Archive for May 2, 2010

Is Media Computation “bait and switch”?

The question that Jennifer Kay raised in her AAAI Spring Symposium paper is about robotics, but her question on the SIGCSE Members list is more general: “Do we have any empirical evidence that cool stuff genuinely does attract more students?”  Bruce Barton changed the question slightly in his message on the list:

Are we doing a disservice to our students by teaching them robotics, animation, game development, etc. when most of the industry is performing fairly mundane computer programming tasks?  I understand that we are trying to increase enrollment and also retention.  But are we perpetrating a bait and switch scam on our students?  Back when I first started out (late 60’s), data processing was where it was at and we enjoyed what we were doing.  Has the video generation had their attention span so decreased that they can only learn if we make the learning experience play-time?  I have heard the reports about video gaming drawing in the students and that video gaming is the new big thing in the industry.  But each year we put out many thousands of graduates who want to become game developers and there are certainly not that many jobs available in that specialty.  Where do the graduates who don’t make it into game development go?  Should we be the voice of reality for them?  Would we really lose that many students if we approached the subject in a less fanciful way?

There is evidence that more engaging approaches in the first semester do lead to improved retention in later classes, even in more traditional classes.  Charlie McDowell found that with pair programming.

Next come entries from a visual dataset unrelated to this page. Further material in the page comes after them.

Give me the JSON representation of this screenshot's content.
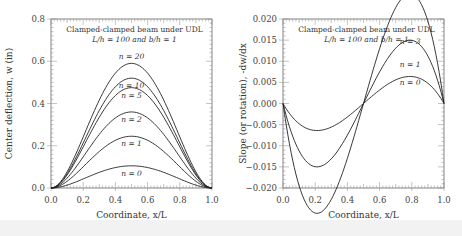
{
  "chart_data": [
    {
      "type": "line",
      "title": "Clamped-clamped beam under UDL",
      "subtitle": "L/h = 100 and b/h = 1",
      "xlabel": "Coordinate, x/L",
      "ylabel": "Center deflection, w (in)",
      "xlim": [
        0.0,
        1.0
      ],
      "ylim": [
        0.0,
        0.8
      ],
      "xticks": [
        "0.0",
        "0.2",
        "0.4",
        "0.6",
        "0.8",
        "1.0"
      ],
      "yticks": [
        "0.0",
        "0.2",
        "0.4",
        "0.6",
        "0.8"
      ],
      "grid": false,
      "series": [
        {
          "name": "n = 20",
          "peak_x": 0.5,
          "peak": 0.59
        },
        {
          "name": "n = 10",
          "peak_x": 0.5,
          "peak": 0.52
        },
        {
          "name": "n = 5",
          "peak_x": 0.5,
          "peak": 0.475
        },
        {
          "name": "n = 2",
          "peak_x": 0.5,
          "peak": 0.36
        },
        {
          "name": "n = 1",
          "peak_x": 0.5,
          "peak": 0.245
        },
        {
          "name": "n = 0",
          "peak_x": 0.5,
          "peak": 0.105
        }
      ],
      "shape": "w(x) = 16*peak*(x^2)*(1-x)^2"
    },
    {
      "type": "line",
      "title": "Clamped-clamped beam under UDL",
      "subtitle": "L/h = 100 and b/h = 1",
      "xlabel": "Coordinate, x/L",
      "ylabel": "Slope (or rotation), -dw/dx",
      "xlim": [
        0.0,
        1.0
      ],
      "ylim": [
        -0.02,
        0.02
      ],
      "xticks": [
        "0.0",
        "0.2",
        "0.4",
        "0.6",
        "0.8",
        "1.0"
      ],
      "yticks": [
        "0.020",
        "0.015",
        "0.010",
        "0.005",
        "0.000",
        "-0.005",
        "-0.010",
        "-0.015",
        "-0.020"
      ],
      "grid": false,
      "series": [
        {
          "name": "n = 3",
          "min_x": 0.21,
          "min": -0.013,
          "max_x": 0.79,
          "max": 0.013
        },
        {
          "name": "n = 1",
          "min_x": 0.21,
          "min": -0.0075,
          "max_x": 0.79,
          "max": 0.0075
        },
        {
          "name": "n = 0",
          "min_x": 0.21,
          "min": -0.0032,
          "max_x": 0.79,
          "max": 0.0032
        }
      ],
      "shape": "theta(x) proportional to x(1-x)(2x-1)"
    }
  ]
}
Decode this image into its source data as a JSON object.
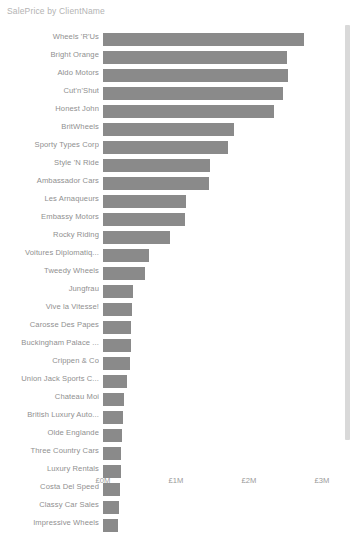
{
  "chart": {
    "title": "SalePrice by ClientName"
  },
  "axis": {
    "ticks": [
      {
        "label": "£0M",
        "value": 0
      },
      {
        "label": "£1M",
        "value": 1000000
      },
      {
        "label": "£2M",
        "value": 2000000
      },
      {
        "label": "£3M",
        "value": 3000000
      }
    ]
  },
  "scrollbar": {
    "name": "vertical-scrollbar",
    "color": "#d9d9d9"
  },
  "chart_data": {
    "type": "bar",
    "orientation": "horizontal",
    "title": "SalePrice by ClientName",
    "xlabel": "",
    "ylabel": "",
    "xlim": [
      0,
      3000000
    ],
    "grid": false,
    "legend": false,
    "bar_color": "#8a8a8a",
    "xtick_labels": [
      "£0M",
      "£1M",
      "£2M",
      "£3M"
    ],
    "xtick_values": [
      0,
      1000000,
      2000000,
      3000000
    ],
    "categories": [
      "Wheels 'R'Us",
      "Bright Orange",
      "Aldo Motors",
      "Cut'n'Shut",
      "Honest John",
      "BritWheels",
      "Sporty Types Corp",
      "Style 'N Ride",
      "Ambassador Cars",
      "Les Arnaqueurs",
      "Embassy Motors",
      "Rocky Riding",
      "Voitures Diplomatiq...",
      "Tweedy Wheels",
      "Jungfrau",
      "Vive la Vitesse!",
      "Carosse Des Papes",
      "Buckingham Palace ...",
      "Crippen & Co",
      "Union Jack Sports C...",
      "Chateau Moi",
      "British Luxury Auto...",
      "Olde Englande",
      "Three Country Cars",
      "Luxury Rentals",
      "Costa Del Speed",
      "Classy Car Sales",
      "Impressive Wheels"
    ],
    "values": [
      2750000,
      2520000,
      2530000,
      2470000,
      2340000,
      1800000,
      1710000,
      1470000,
      1450000,
      1140000,
      1130000,
      920000,
      630000,
      580000,
      410000,
      400000,
      390000,
      380000,
      370000,
      330000,
      290000,
      280000,
      260000,
      250000,
      240000,
      230000,
      220000,
      210000
    ]
  }
}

Beth Simon’s ITICSE 2010 paper shows Media Computation CS1 students succeeding more in a (traditional) CS2, than students in a traditional CS1.

Why does this happen?  Why is it that students stick with computer science, after an engaging start, even if those latter courses are no different than they have ever been?

  • One theory is that we simply have to get students engaged, and then they see the value of computing in a broader sense. Once they see computing in the form of a concrete and engaging application area, then maybe they see the value of computer science in its general form.
  • Alternatively, maybe the first course sets up the carrot, and students are willing to bear with the rest in order to achieve that carrot.  Students in our Computational Media degree program want to go off to Electronic Arts or Pixar, and they are willing to go through courses that they find less engaging, and even (in their opinion) less valuable, in order to achieve their degree in order to improve their access to the careers they want.  Maybe the first course (in robotics, in media computation, with pair programming) shows them the best that they might find in computer science, and that makes it all worthwhile.

The implication in these statements is that the rest of the curriculum is boring and unengaging, and that most jobs in computing are similar.  Is it true that most computing jobs are boring and unengaging?  That’s counter to what we’ve been telling students the last few years.  Does the curriculum have to be boring and unengaging?  Maybe some students want the pure computing.  In Lana Yarosh’s paper on our Media Computation Data Structures course, we found that about 10% of the students didn’t want the engaging media context — they wanted pure data structures.  In the paper by Allison Tew and others on the use of a Nintendo Gameboy context for a computer organization course, they found that students were much more excited about the “boring” topic of computer organization with the engaging context — and they still learned the computer organization pretty well.

Do we really believe that computer science is inherently boring and unengaging?  Why is that?  Why would we believe that about ourselves and our field?

May 2, 2010 at 5:14 am 5 comments

A conference on emerging languages

Alan kindly forwarded this to me (thanks, Alan!) — it looks amazing!  Here’s the challenge for the readers of this blog.  Imagine attending this conference as a computing education expert (instead of a language geek, as I imagine many of us are anyways).  What would you look for?  What metric would you use for comparing these languages if your first criterion was value to the student? Would you define that criterion as ease of learning, power of expression, aid to later development, or all of the above?

The first ever conference on emerging programming languages. For language designers, implementors, users, and enthusiasts.

via Speakers « Emerging Languages Camp.